In the wake of the human error-driven collisions involving the USS Fitzgerald and USS John S. McCain in 2017, the Navy increased its training resources and requirements for surface warfare officers (SWOs). It plans to inrease initial bridge training hours for SWOs by a factor of three by 2021, and it has added more classroom and simulator time to existing training courses to improve watchkeeping skills. 

Prior to 2017, new SWOs had to have about 175 hours of shiphandling and watchstanding training before shipping out. The Navy increased that to 200 hours after the collision, and this June it added a four-week, 158-hour watchkeeping and shiphandling course to the required curriculum. Additional changes in 2021 will add another 185 hours, effectively tripling the time for training.  

While the Navy is making significant changes to SWO training, the GAO believes it is not doing enough to evaluate how well these changes are working. GAO asserts that the Navy has not:

- identified a method to solicit fleet-wide feedback on the quality of the increased training for SWOs;
- planned watchkeeping competency “spot checks” like those instituted after the 2017 collisions, despite Navy inspectors having found issues with more than 80 percent of SWOs’ ship-driving skills;
- provided standard criteria to commanding officers for qualifying SWOs to drive ships, contributing to significant variance in ship-driving experience and competency levels across the fleet; nor
- developed a specific plan to analyze and use information from the new logbooks in which SWOs document their watchkeeping experience.

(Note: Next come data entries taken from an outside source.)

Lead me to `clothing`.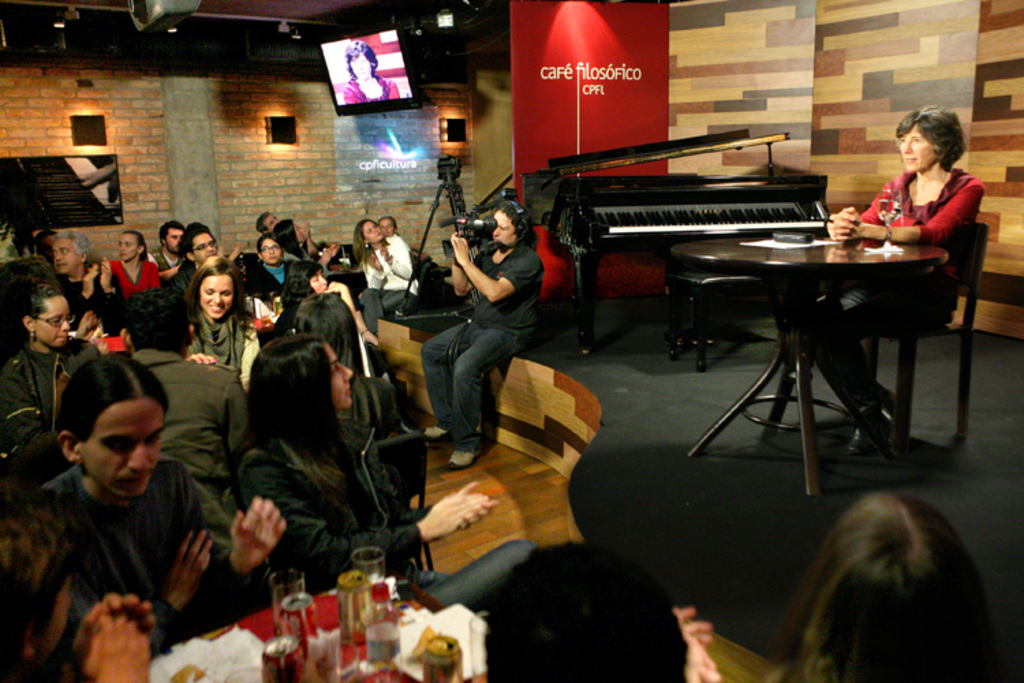
Lead to crop(248, 419, 553, 615).
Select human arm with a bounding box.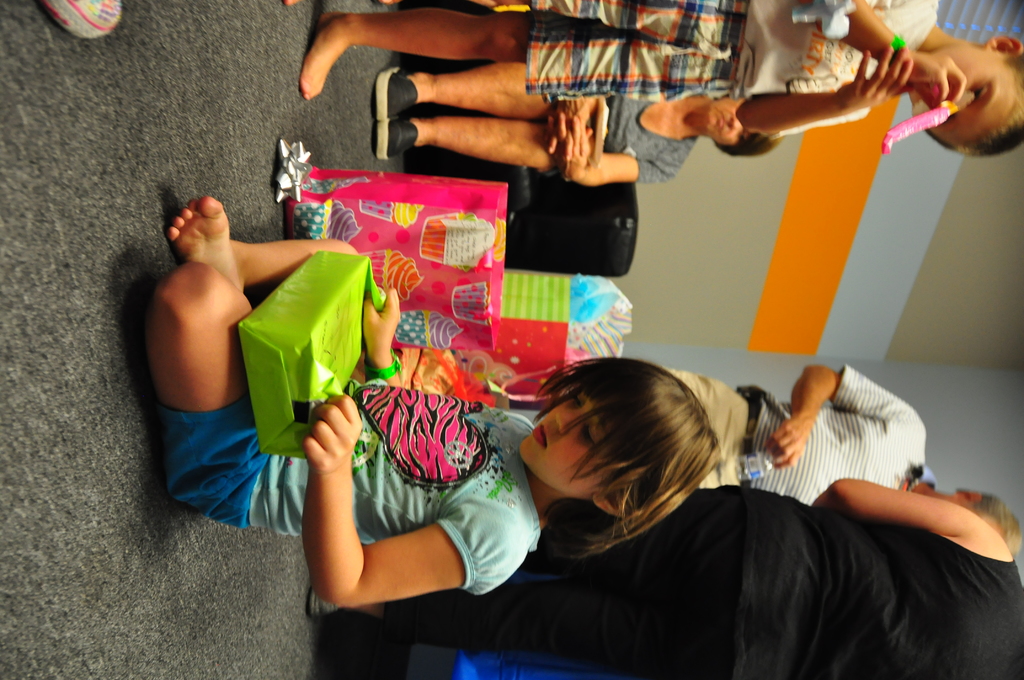
region(554, 109, 671, 189).
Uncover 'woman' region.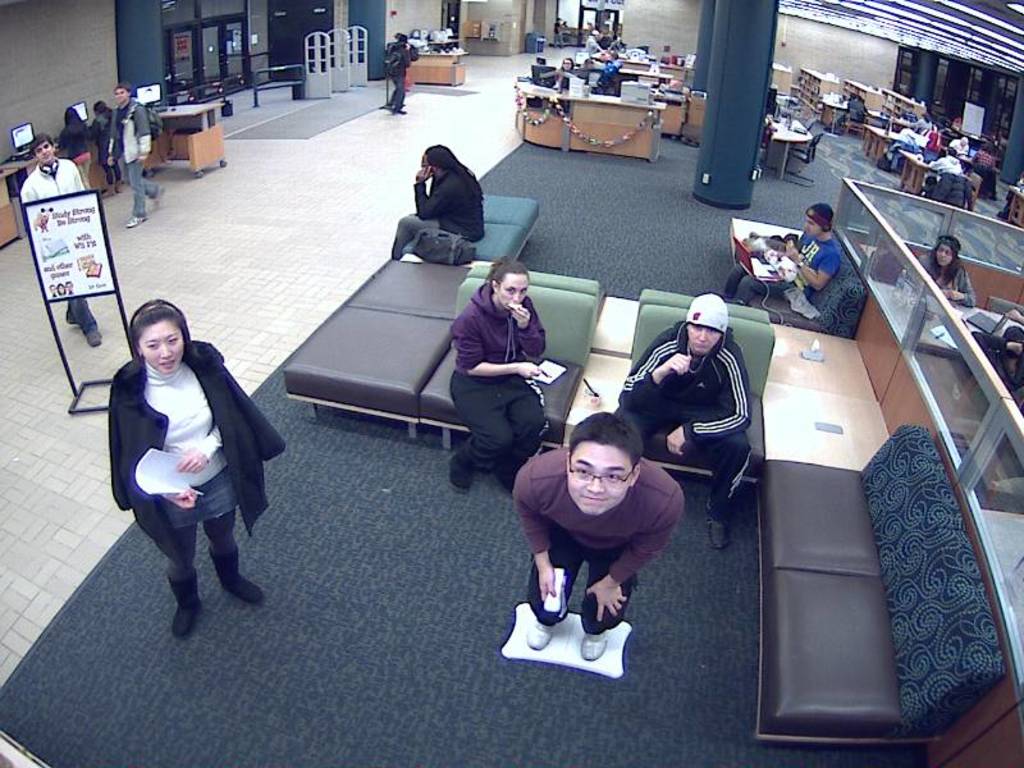
Uncovered: Rect(449, 253, 552, 492).
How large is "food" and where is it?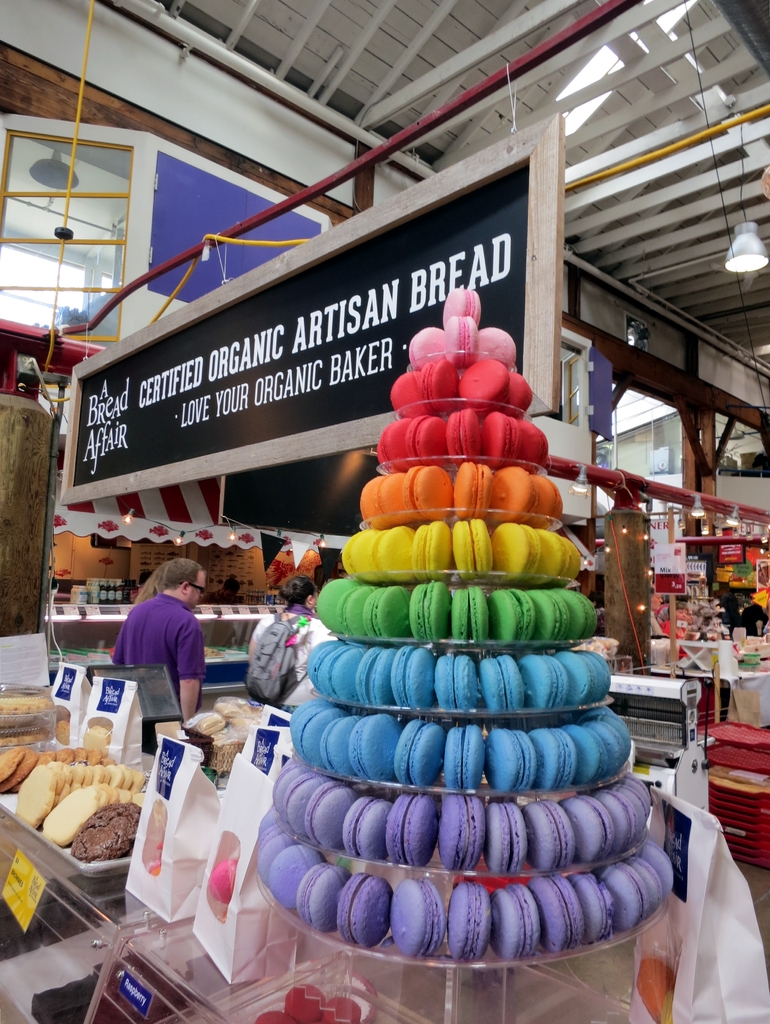
Bounding box: bbox=(630, 838, 678, 906).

GAO's interviews with SWOs and commanders in the field determined that shipboard qualification standards are quite variable: some COs are qualifying their new officers without requiring any prior experience on the bridge, while other commands provide considerable hands-on training. Circumstances differ for new SWOs assigned to ships in maintenance and those deployed at sea. 

Similarly, the utility of the new SWO watchstanding logbook varies by command. "SWOs in five of 24 discussion groups reported that logbooks are completed with inconsistent quality or not completed at all. Additionally, SWOs in four of 24 discussion groups reported that they are unaware of any plans to use the logbook information to identify any additional training needs," GAO found. 

GAO noted that navigation-related vessel casualties are an ongoing concern for the Navy, as they are for most large shipowners. In February, the cruiser USS Leyte Gulf had a minor collision with the auxiliary USNS Robert E. Peary during an underway replenishment operation off Florida. In June, the LCS USS Billings had a minor allision with a moored merchant ship while leaving a pier in Montreal. The causal factors behind these incidents have not been released.